More depressing corporate earnings news from both sides of the Atlantic set the seal on what was a bad week for London's equity market. Posting its fourth decline in five sessions, the FTSE 100, London's benchmark index, dropped back below 5,700 for the first time since May 14 when the index tumbled 130 points during the postmarket auction before rallying strongly late in the session, along with Wall Street.
The Dow Jones Industrial Average had taken an 181 points pasting on Thursday while the Nasdaq fell 77 points. The Dow dropped another 123 points shortly after the opening yesterday, before rallying strongly to post a 10 points gain as London closed.
Some observers took the view that the latest dismal US output and capacity utilisation figures, along with a retreating Wall Street, might induce the US Federal Reserve's open market committee, which meets on June 26th and 27th, to cut US interest rates again.
At the close the Footsie was down 29.5 at 5,723, having fallen 94.8 to 5,657.7 at its worst of the session. Over the week the index fell 227.6, or 3.8 per cent. Footsie was dragged down yesterday by a general sell-off in the TMT sectors, with more than a little help from the banks, led down by Royal Bank of Scotland, which alerted the market to evidence of rising bad debts.
The market's retreat was briefly arrested by the US consumer price index data for May which came in about the consensus forecast, up 0.4 per cent. But the market then resumed its downward path as US industrial production and capacity utilisation data showed another downwards lurch during the month. Sentiment in London remained extremely fragile, buffeted all week by a succession of worrying corporate earnings news and a sequence of rather alarming domestic economic data, which pointed to the prospect of higher interest rates.
The bad news started overnight in the US with profits warnings from HJ Heinz and JDS Uniphase and fears that General Electric might withdraw its offer for Honeywell. And matters got progressively worse as the day wore on with news of a profits warning from Philips of the Netherlands and a startling earnings warning from Nortel Networks which said it expects a colossal $19.2 billion (€22.3 billion) loss for the second quarter, after special charges.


→ **What is required**: Every line of the entries with the word "fraction" in it should be shown.

[Dataset records]
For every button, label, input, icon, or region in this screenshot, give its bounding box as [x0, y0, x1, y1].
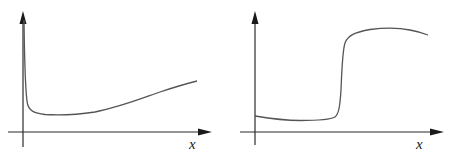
left-x-axis-arrowhead-icon [198, 129, 212, 136]
left-curve [24, 20, 197, 115]
right-x-axis-arrowhead-icon [430, 129, 444, 136]
figure: x x [0, 0, 449, 158]
left-x-axis-label: x [188, 136, 196, 152]
left-graph: x [8, 11, 212, 152]
right-graph: x [240, 11, 444, 152]
right-y-axis-arrowhead-icon [252, 11, 259, 24]
left-y-axis-arrowhead-icon [20, 11, 27, 24]
right-curve [255, 28, 428, 120]
right-x-axis-label: x [415, 136, 423, 152]
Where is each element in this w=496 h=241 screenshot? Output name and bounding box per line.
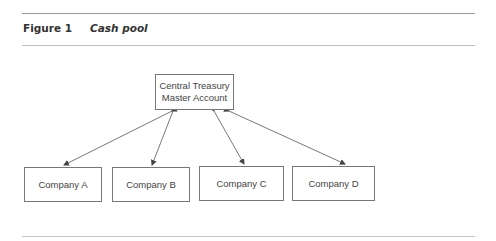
company-d-label: Company D	[308, 178, 358, 190]
arrow-central-company-c	[214, 111, 244, 164]
arrow-central-company-a	[64, 111, 172, 165]
central-treasury-box: Central Treasury Master Account	[155, 74, 234, 110]
company-c-box: Company C	[199, 166, 284, 201]
bottom-rule	[22, 236, 475, 237]
company-a-box: Company A	[24, 167, 102, 202]
arrow-central-company-d	[229, 111, 345, 164]
company-a-label: Company A	[38, 179, 87, 191]
company-b-box: Company B	[112, 167, 190, 202]
central-line1: Central Treasury	[159, 80, 229, 92]
connector-arrows	[0, 0, 496, 241]
company-c-label: Company C	[216, 178, 266, 190]
company-d-box: Company D	[292, 166, 375, 201]
company-b-label: Company B	[126, 179, 176, 191]
central-line2: Master Account	[159, 92, 229, 104]
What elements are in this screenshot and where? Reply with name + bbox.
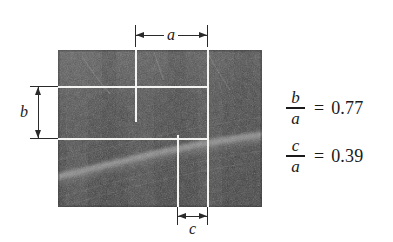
equals-sign: =	[314, 98, 324, 119]
dimension-a-arrowhead-left	[136, 32, 144, 38]
guide-line-a-left	[135, 50, 137, 122]
guide-line-a-right	[207, 50, 209, 207]
fraction-denominator: a	[287, 109, 304, 128]
dimension-a-arrowhead-right	[199, 32, 207, 38]
dimension-b-arrowhead-bottom	[35, 130, 41, 138]
equals-sign: =	[314, 146, 324, 167]
equation-value: 0.77	[331, 98, 363, 119]
dimension-c-label: c	[186, 221, 199, 237]
equation-b-over-a: b a = 0.77	[286, 84, 363, 132]
guide-line-b-bottom	[58, 138, 208, 140]
guide-line-c-left	[177, 135, 179, 207]
micrograph-image	[58, 50, 262, 207]
dimension-b-label: b	[17, 104, 31, 120]
fraction-c-over-a: c a	[286, 136, 305, 175]
guide-line-b-top	[58, 86, 208, 88]
equation-c-over-a: c a = 0.39	[286, 132, 363, 180]
micrograph-canvas	[58, 50, 262, 207]
equation-value: 0.39	[331, 146, 363, 167]
dimension-c-tick-right	[207, 207, 208, 225]
dimension-c-arrowhead-right	[199, 213, 207, 219]
equation-list: b a = 0.77 c a = 0.39	[286, 84, 363, 180]
dimension-c-arrowhead-left	[178, 213, 186, 219]
fraction-numerator: c	[288, 136, 304, 155]
dimension-b-arrowhead-top	[35, 87, 41, 95]
dimension-a-label: a	[164, 27, 178, 43]
fraction-denominator: a	[287, 157, 304, 176]
figure-root: a b c b a = 0.7	[0, 0, 393, 242]
dimension-b-tick-bottom	[30, 138, 58, 139]
dimension-a-tick-right	[207, 25, 208, 47]
fraction-b-over-a: b a	[286, 88, 305, 127]
fraction-numerator: b	[287, 88, 304, 107]
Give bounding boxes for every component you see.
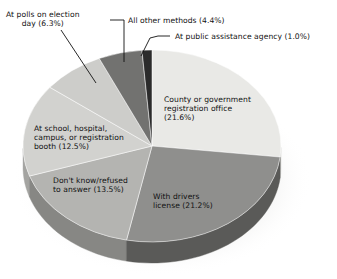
pie-chart: County or government registration office… <box>0 0 337 279</box>
pie-label-at-public-assistance-agency: At public assistance agency (1.0%) <box>175 32 310 41</box>
pie-label-with-drivers-license: With drivers license (21.2%) <box>153 192 213 210</box>
pie-label-at-polls-on-election-day: At polls on election day (6.3%) <box>6 10 80 28</box>
pie-label-county-government-registration-office: County or government registration office… <box>164 95 251 123</box>
pie-label-all-other-methods: All other methods (4.4%) <box>128 16 225 25</box>
pie-label-at-school-hospital-campus-registration-booth: At school, hospital, campus, or registra… <box>34 124 124 152</box>
pie-label-dont-know-refused-to-answer: Don't know/refused to answer (13.5%) <box>53 176 128 194</box>
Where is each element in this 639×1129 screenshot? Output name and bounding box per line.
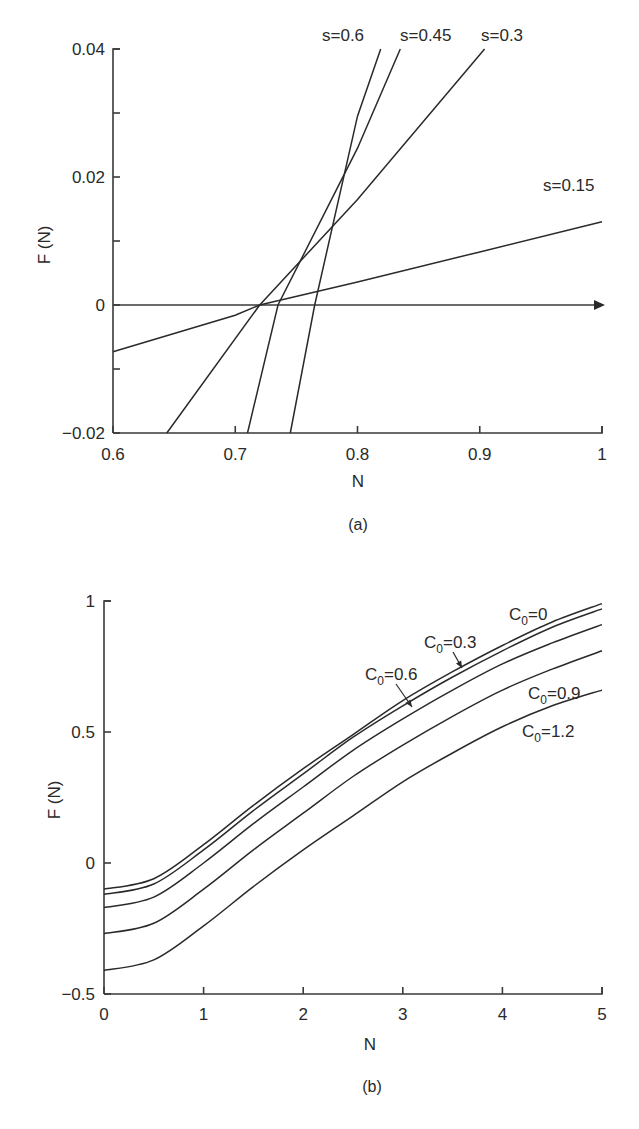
chart-a-caption: (a) [348,516,368,533]
y-tick-label: 0.5 [71,723,95,742]
series-label: C0=0 [509,605,547,628]
y-tick-label: 0 [86,854,95,873]
x-tick-label: 0 [99,1005,108,1024]
series-line-s-0-3 [167,49,485,433]
chart-b: −0.500.51 012345 C0=0C0=0.3C0=0.6C0=0.9C… [0,560,639,1129]
x-tick-label: 0.7 [223,445,247,464]
series-label: C0=0.3 [424,633,477,656]
series-curve-C0-0 [104,604,602,890]
series-line-s-0-15 [113,222,602,352]
y-tick-label: −0.5 [61,985,95,1004]
chart-b-xaxis: 012345 [99,987,606,1024]
chart-b-caption: (b) [362,1078,382,1095]
series-label: C0=1.2 [522,722,575,745]
x-tick-label: 5 [597,1005,606,1024]
x-tick-label: 0.9 [468,445,492,464]
series-line-s-0-45 [248,49,401,433]
x-tick-label: 1 [199,1005,208,1024]
y-tick-label: 1 [86,592,95,611]
arrow-right-icon [594,300,605,310]
chart-b-labels: C0=0C0=0.3C0=0.6C0=0.9C0=1.2 [365,605,581,745]
x-tick-label: 3 [398,1005,407,1024]
y-axis-line [104,601,111,994]
series-line-s-0-6 [290,49,380,433]
chart-a-xaxis: 0.60.70.80.91 [101,300,607,464]
x-tick-label: 4 [498,1005,507,1024]
chart-b-ylabel: F (N) [45,781,64,820]
series-label: s=0.6 [322,26,364,45]
y-tick-label: −0.02 [62,424,105,443]
series-label: C0=0.6 [365,665,418,688]
chart-b-series [104,604,602,971]
y-tick-label: 0 [96,296,105,315]
chart-a-series [113,49,602,433]
x-tick-label: 0.6 [101,445,125,464]
series-label: s=0.15 [543,176,595,195]
chart-b-yaxis: −0.500.51 [61,592,111,1004]
series-label: s=0.3 [481,26,523,45]
chart-a: −0.0200.020.04 0.60.70.80.91 s=0.15s=0.3… [0,0,639,560]
chart-b-xlabel: N [364,1035,376,1054]
x-tick-label: 0.8 [346,445,370,464]
series-label: s=0.45 [400,26,452,45]
x-tick-label: 1 [597,445,606,464]
series-curve-C0-0-6 [104,625,602,908]
chart-a-xlabel: N [352,472,364,491]
x-tick-label: 2 [298,1005,307,1024]
chart-a-ylabel: F (N) [35,226,54,265]
chart-a-yaxis: −0.0200.020.04 [62,40,120,443]
series-label: C0=0.9 [528,684,581,707]
y-tick-label: 0.04 [72,40,105,59]
x-axis-line [104,987,602,994]
series-curve-C0-0-3 [104,609,602,895]
y-tick-label: 0.02 [72,168,105,187]
chart-a-labels: s=0.15s=0.3s=0.45s=0.6 [322,26,595,195]
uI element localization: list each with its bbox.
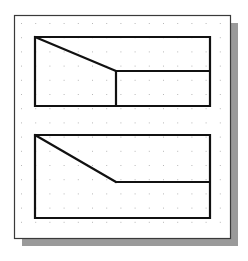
grid-dot bbox=[120, 94, 121, 95]
grid-dot bbox=[120, 51, 121, 52]
grid-dot bbox=[220, 66, 221, 67]
grid-dot bbox=[135, 80, 136, 81]
grid-dot bbox=[21, 165, 22, 166]
grid-dot bbox=[49, 51, 50, 52]
grid-dot bbox=[149, 165, 150, 166]
grid-dot bbox=[64, 122, 65, 123]
grid-dot bbox=[78, 108, 79, 109]
grid-dot bbox=[92, 193, 93, 194]
grid-dot bbox=[135, 137, 136, 138]
grid-dot bbox=[78, 151, 79, 152]
grid-dot bbox=[206, 137, 207, 138]
grid-dot bbox=[191, 208, 192, 209]
grid-dot bbox=[220, 94, 221, 95]
grid-dot bbox=[64, 165, 65, 166]
grid-dot bbox=[163, 222, 164, 223]
grid-dot bbox=[206, 193, 207, 194]
grid-dot bbox=[206, 179, 207, 180]
grid-dot bbox=[120, 165, 121, 166]
grid-dot bbox=[163, 23, 164, 24]
grid-dot bbox=[64, 66, 65, 67]
grid-dot bbox=[220, 37, 221, 38]
grid-dot bbox=[206, 80, 207, 81]
grid-dot bbox=[177, 66, 178, 67]
grid-dot bbox=[21, 179, 22, 180]
grid-dot bbox=[220, 179, 221, 180]
grid-dot bbox=[92, 108, 93, 109]
grid-dot bbox=[78, 137, 79, 138]
grid-dot bbox=[106, 51, 107, 52]
grid-dot bbox=[106, 80, 107, 81]
grid-dot bbox=[78, 94, 79, 95]
grid-dot bbox=[49, 193, 50, 194]
grid-dot bbox=[120, 151, 121, 152]
grid-dot bbox=[135, 23, 136, 24]
grid-dot bbox=[106, 23, 107, 24]
grid-dot bbox=[78, 208, 79, 209]
grid-dot bbox=[191, 94, 192, 95]
grid-dot bbox=[92, 51, 93, 52]
grid-dot bbox=[163, 108, 164, 109]
grid-dot bbox=[191, 165, 192, 166]
grid-dot bbox=[149, 80, 150, 81]
grid-dot bbox=[106, 94, 107, 95]
grid-dot bbox=[149, 179, 150, 180]
grid-dot bbox=[177, 179, 178, 180]
grid-dot bbox=[78, 122, 79, 123]
grid-dot bbox=[177, 208, 178, 209]
grid-dot bbox=[49, 80, 50, 81]
grid-dot bbox=[149, 151, 150, 152]
grid-dot bbox=[92, 94, 93, 95]
grid-dot bbox=[163, 151, 164, 152]
grid-dot bbox=[149, 208, 150, 209]
grid-dot bbox=[163, 122, 164, 123]
grid-dot bbox=[177, 108, 178, 109]
grid-dot bbox=[92, 23, 93, 24]
grid-dot bbox=[135, 193, 136, 194]
grid-dot bbox=[92, 165, 93, 166]
grid-dot bbox=[149, 66, 150, 67]
drawing-frame bbox=[15, 16, 231, 239]
grid-dot bbox=[49, 151, 50, 152]
grid-dot bbox=[92, 179, 93, 180]
grid-dot bbox=[206, 23, 207, 24]
grid-dot bbox=[149, 94, 150, 95]
grid-dot bbox=[64, 108, 65, 109]
grid-dot bbox=[78, 80, 79, 81]
grid-dot bbox=[177, 94, 178, 95]
grid-dot bbox=[135, 66, 136, 67]
grid-dot bbox=[135, 179, 136, 180]
grid-dot bbox=[177, 151, 178, 152]
grid-dot bbox=[35, 222, 36, 223]
grid-dot bbox=[21, 37, 22, 38]
grid-dot bbox=[163, 51, 164, 52]
grid-dot bbox=[149, 137, 150, 138]
grid-dot bbox=[135, 51, 136, 52]
grid-dot bbox=[206, 94, 207, 95]
grid-dot bbox=[177, 222, 178, 223]
grid-dot bbox=[78, 193, 79, 194]
grid-dot bbox=[163, 165, 164, 166]
grid-dot bbox=[78, 179, 79, 180]
grid-dot bbox=[106, 108, 107, 109]
grid-dot bbox=[163, 179, 164, 180]
grid-dot bbox=[120, 66, 121, 67]
grid-dot bbox=[92, 222, 93, 223]
grid-dot bbox=[35, 23, 36, 24]
grid-dot bbox=[177, 80, 178, 81]
grid-dot bbox=[149, 193, 150, 194]
grid-dot bbox=[21, 122, 22, 123]
grid-dot bbox=[163, 208, 164, 209]
grid-dot bbox=[64, 23, 65, 24]
grid-dot bbox=[120, 222, 121, 223]
grid-dot bbox=[64, 51, 65, 52]
grid-dot bbox=[135, 165, 136, 166]
grid-dot bbox=[92, 151, 93, 152]
grid-dot bbox=[21, 66, 22, 67]
grid-dot bbox=[21, 208, 22, 209]
grid-dot bbox=[206, 66, 207, 67]
grid-dot bbox=[220, 151, 221, 152]
grid-dot bbox=[149, 222, 150, 223]
grid-dot bbox=[191, 193, 192, 194]
grid-dot bbox=[106, 208, 107, 209]
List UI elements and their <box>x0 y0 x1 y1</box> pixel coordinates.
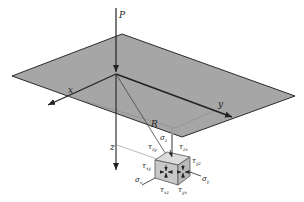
tau-zy-label: τzy <box>148 143 157 152</box>
radius-label: R <box>150 119 158 129</box>
y-axis-label: y <box>217 99 224 109</box>
stress-element-cube <box>155 152 190 185</box>
z-axis-label: z <box>109 142 115 152</box>
tau-zx-label: τzx <box>179 143 188 152</box>
sigma-x-label: σx <box>135 176 143 185</box>
tau-xz-label: τxz <box>160 186 169 195</box>
tau-yz-label: τyz <box>192 157 201 166</box>
sigma-y-label: σy <box>202 175 210 184</box>
half-space-diagram: P x y z R σz τzy τzx τxy τyz σx σy τxz τ… <box>0 0 304 202</box>
load-label: P <box>118 10 126 20</box>
x-axis-label: x <box>68 85 73 95</box>
sigma-z-label: σz <box>160 134 168 143</box>
tau-yx-label: τyx <box>178 186 187 195</box>
tau-xy-label: τxy <box>142 162 151 171</box>
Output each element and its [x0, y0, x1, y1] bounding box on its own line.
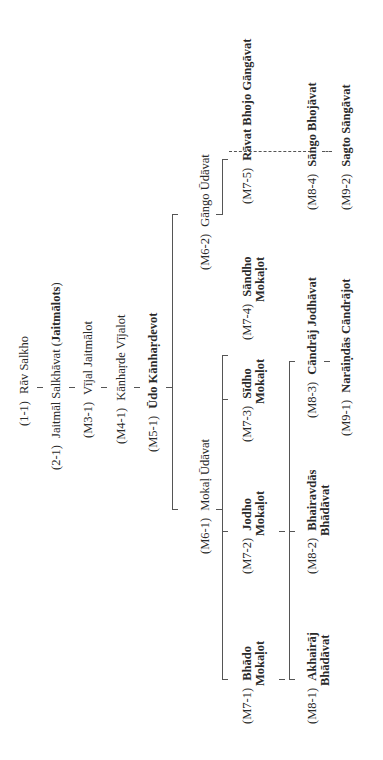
- node-code: (M8-4): [305, 174, 319, 210]
- node-name-after: ): [49, 282, 63, 286]
- branch-line-gen6: [172, 214, 173, 510]
- node-code: (M7-3): [240, 406, 254, 442]
- connector: [222, 159, 228, 160]
- dashed-connector-m8-4-to-m9-2: [322, 151, 332, 152]
- connector: [324, 361, 330, 362]
- node-name-line2: Mokaḷot: [254, 256, 267, 340]
- branch-line-gen8-m7-1: [289, 532, 290, 680]
- branch-line-gen8-m7-2: [289, 362, 290, 532]
- node-M6-2: (M6-2) Gāngo Ūdāvat: [199, 154, 212, 270]
- node-name-bold: Jaitmālots: [49, 287, 63, 343]
- node-name: Sagto Sāngāvat: [339, 84, 353, 166]
- node-name-line2: Mokaḷot: [254, 491, 267, 574]
- node-M7-3: (M7-3) Sīdho Mokaḷot: [241, 359, 267, 442]
- connector: [279, 531, 285, 532]
- node-M8-2: (M8-2) Bhairavdās Bhādāvat: [306, 470, 332, 574]
- node-name: Akhairāj: [305, 632, 319, 681]
- node-code: (M8-2): [305, 538, 319, 574]
- node-name: Kānhaṛde Vījalot: [114, 315, 128, 401]
- connector: [222, 679, 228, 680]
- node-M4-1: (M4-1) Kānhaṛde Vījalot: [115, 315, 128, 444]
- node-name-line2: Bhādāvat: [319, 470, 332, 574]
- node-2-1: (2-1) Jaitmāl Salkhāvat (Jaitmālots): [50, 282, 63, 470]
- connector: [172, 214, 178, 215]
- node-code: (M4-1): [114, 408, 128, 444]
- node-code: (M7-4): [240, 304, 254, 340]
- connector: [289, 679, 295, 680]
- node-name: Sāngo Bhojāvat: [305, 82, 319, 166]
- node-code: (M6-2): [198, 234, 212, 270]
- node-M7-4: (M7-4) Sāndho Mokaḷot: [241, 256, 267, 340]
- node-name-line2: Bhādāvat: [319, 632, 332, 724]
- connector: [222, 399, 228, 400]
- genealogy-tree: (1-1) Rāv Salkho (2-1) Jaitmāl Salkhāvat…: [0, 0, 383, 760]
- node-name: Rāv Salkho: [17, 336, 31, 394]
- node-M8-3: (M8-3) Cāndrāj Jodhāvat: [306, 277, 319, 418]
- node-name: Jaitmāl Salkhāvat (: [49, 342, 63, 438]
- node-name: Jodho: [240, 498, 254, 531]
- node-name: Narāiṇdās Cāndrājot: [339, 279, 353, 393]
- node-name-line2: Mokaḷot: [254, 359, 267, 442]
- node-name: Rāvat Bhojo Gāngāvat: [240, 39, 254, 161]
- node-name: Bhairavdās: [305, 470, 319, 531]
- node-M3-1: (M3-1) Vījal Jaitmālot: [82, 321, 95, 438]
- node-M8-1: (M8-1) Akhairāj Bhādāvat: [306, 632, 332, 724]
- branch-line-gen7-m6-2: [222, 160, 223, 215]
- connector: [289, 361, 295, 362]
- node-name: Cāndrāj Jodhāvat: [305, 277, 319, 375]
- node-code: (M3-1): [81, 402, 95, 438]
- branch-line-gen7-m6-1: [222, 356, 223, 680]
- node-code: (1-1): [17, 401, 31, 426]
- node-M7-2: (M7-2) Jodho Mokaḷot: [241, 491, 267, 574]
- node-M8-4: (M8-4) Sāngo Bhojāvat: [306, 82, 319, 210]
- node-name: Gāngo Ūdāvat: [198, 154, 212, 227]
- connector: [222, 355, 228, 356]
- node-code: (M7-5): [240, 168, 254, 204]
- node-code: (M8-1): [305, 688, 319, 724]
- node-code: (M7-1): [240, 688, 254, 724]
- node-name: Ūdo Kānhaṛdevot: [146, 313, 160, 409]
- connector: [69, 387, 75, 388]
- node-name-line2: Mokaḷot: [254, 641, 267, 724]
- node-name: Vījal Jaitmālot: [81, 321, 95, 395]
- node-name: Sīdho: [240, 368, 254, 399]
- node-code: (M9-2): [339, 174, 353, 210]
- connector: [134, 387, 140, 388]
- node-code: (M6-1): [198, 518, 212, 554]
- connector: [101, 387, 107, 388]
- node-code: (M5-1): [146, 416, 160, 452]
- node-name: Bhādo: [240, 646, 254, 681]
- connector: [279, 679, 285, 680]
- node-M7-5: (M7-5) Rāvat Bhojo Gāngāvat: [241, 39, 254, 204]
- node-code: (2-1): [49, 445, 63, 470]
- node-M5-1: (M5-1) Ūdo Kānhaṛdevot: [147, 313, 160, 452]
- node-name: Mokaḷ Ūdāvat: [198, 439, 212, 511]
- node-M9-2: (M9-2) Sagto Sāngāvat: [340, 84, 353, 210]
- node-M7-1: (M7-1) Bhādo Mokaḷot: [241, 641, 267, 724]
- connector: [37, 387, 43, 388]
- node-code: (M7-2): [240, 538, 254, 574]
- node-name: Sāndho: [240, 256, 254, 296]
- dashed-connector-m7-5-to-m8-4: [229, 151, 311, 152]
- connector: [172, 509, 178, 510]
- connector: [222, 531, 228, 532]
- node-1-1: (1-1) Rāv Salkho: [18, 336, 31, 426]
- node-M9-1: (M9-1) Narāiṇdās Cāndrājot: [340, 279, 353, 436]
- node-code: (M8-3): [305, 382, 319, 418]
- node-M6-1: (M6-1) Mokaḷ Ūdāvat: [199, 439, 212, 554]
- node-code: (M9-1): [339, 400, 353, 436]
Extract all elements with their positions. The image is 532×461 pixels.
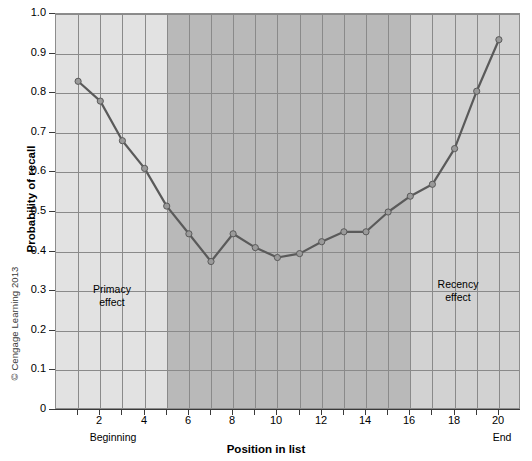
y-axis-tick-label: 0.2 (2, 323, 46, 335)
x-axis-tick (254, 409, 255, 415)
y-axis-tick-label: 0.7 (2, 125, 46, 137)
data-point (230, 231, 236, 237)
y-axis-tick (49, 171, 55, 172)
y-axis-tick (49, 251, 55, 252)
y-axis-tick-label: 0 (2, 402, 46, 414)
data-point (429, 181, 435, 187)
y-axis-tick-label: 0.6 (2, 164, 46, 176)
annotation-primacy-line1: Primacy (77, 283, 147, 296)
y-axis-tick-label: 0.5 (2, 204, 46, 216)
y-axis-tick-label: 0.8 (2, 85, 46, 97)
x-axis-tick (166, 409, 167, 415)
y-axis-tick (49, 330, 55, 331)
x-axis-tick-label: 18 (439, 414, 469, 426)
y-axis-tick-label: 0.1 (2, 362, 46, 374)
x-axis-tick (431, 409, 432, 415)
y-axis-tick (49, 369, 55, 370)
data-point (319, 239, 325, 245)
x-axis-tick-label: 20 (483, 414, 513, 426)
x-axis-line (55, 409, 520, 410)
x-axis-tick-label: 16 (394, 414, 424, 426)
serial-position-curve-figure: © Cengage Learning 2013 Probability of r… (0, 0, 532, 461)
data-point (474, 88, 480, 94)
x-axis-tick-label: 8 (217, 414, 247, 426)
data-point (142, 165, 148, 171)
annotation-primacy-effect: Primacy effect (77, 283, 147, 308)
x-axis-tick (387, 409, 388, 415)
x-axis-tick-label: 14 (350, 414, 380, 426)
y-axis-tick-label: 0.4 (2, 244, 46, 256)
x-axis-tick-label: 6 (173, 414, 203, 426)
annotation-primacy-line2: effect (77, 296, 147, 309)
y-axis-tick (49, 13, 55, 14)
y-axis-tick (49, 53, 55, 54)
y-axis-tick (49, 211, 55, 212)
data-point (75, 78, 81, 84)
y-axis-tick (49, 290, 55, 291)
data-point (385, 209, 391, 215)
x-axis-tick-label: 10 (261, 414, 291, 426)
x-axis-tick (476, 409, 477, 415)
x-axis-tick (77, 409, 78, 415)
x-axis-label-beginning: Beginning (68, 431, 158, 443)
data-point (119, 138, 125, 144)
x-axis-tick-label: 2 (84, 414, 114, 426)
data-point (363, 229, 369, 235)
y-axis-tick-label: 1.0 (2, 6, 46, 18)
y-axis-tick-label: 0.3 (2, 283, 46, 295)
data-point (97, 98, 103, 104)
x-axis-tick-label: 12 (306, 414, 336, 426)
data-point (186, 231, 192, 237)
data-point (208, 258, 214, 264)
data-point (496, 37, 502, 43)
y-axis-tick (49, 409, 55, 410)
data-point (452, 146, 458, 152)
x-axis-title: Position in list (0, 443, 532, 455)
data-point (407, 193, 413, 199)
x-axis-tick (121, 409, 122, 415)
x-axis-label-end: End (457, 431, 532, 443)
x-axis-tick (299, 409, 300, 415)
data-point (297, 251, 303, 257)
data-point (164, 203, 170, 209)
data-series-line (56, 14, 520, 409)
x-axis-tick-label: 4 (129, 414, 159, 426)
data-point (341, 229, 347, 235)
data-point (252, 245, 258, 251)
annotation-recency-line2: effect (423, 291, 493, 304)
y-axis-tick-label: 0.9 (2, 46, 46, 58)
plot-area: Primacy effect Recency effect (55, 13, 520, 409)
x-axis-tick (343, 409, 344, 415)
data-point (274, 254, 280, 260)
y-axis-tick (49, 92, 55, 93)
annotation-recency-effect: Recency effect (423, 278, 493, 303)
annotation-recency-line1: Recency (423, 278, 493, 291)
y-axis-tick (49, 132, 55, 133)
series-polyline (78, 40, 499, 262)
x-axis-tick (210, 409, 211, 415)
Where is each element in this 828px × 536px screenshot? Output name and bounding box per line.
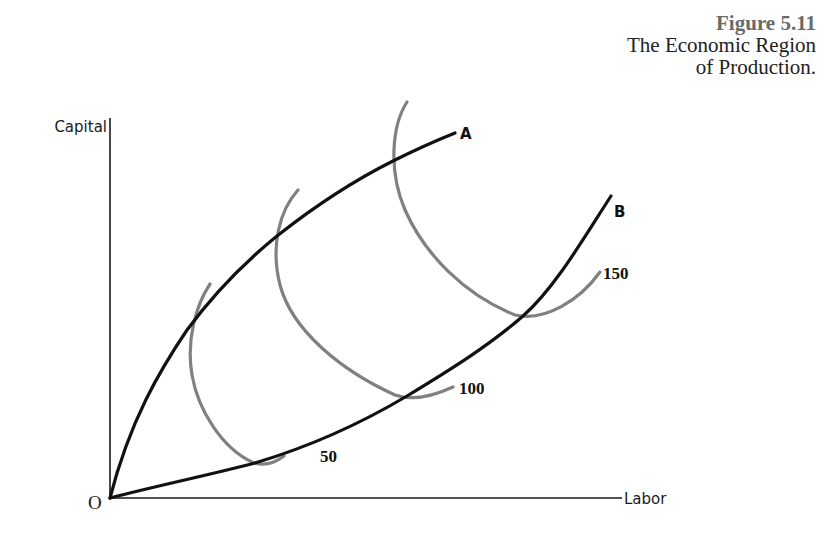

→ **Answer to this exercise**:
fraction-denominator: a	[287, 109, 304, 128]
fraction-c-over-a: c a	[286, 136, 305, 175]
fraction-numerator: c	[288, 136, 304, 155]
fraction-denominator: a	[287, 157, 304, 176]
fraction-b-over-a: b a	[286, 88, 305, 127]
fraction-numerator: b	[287, 88, 304, 107]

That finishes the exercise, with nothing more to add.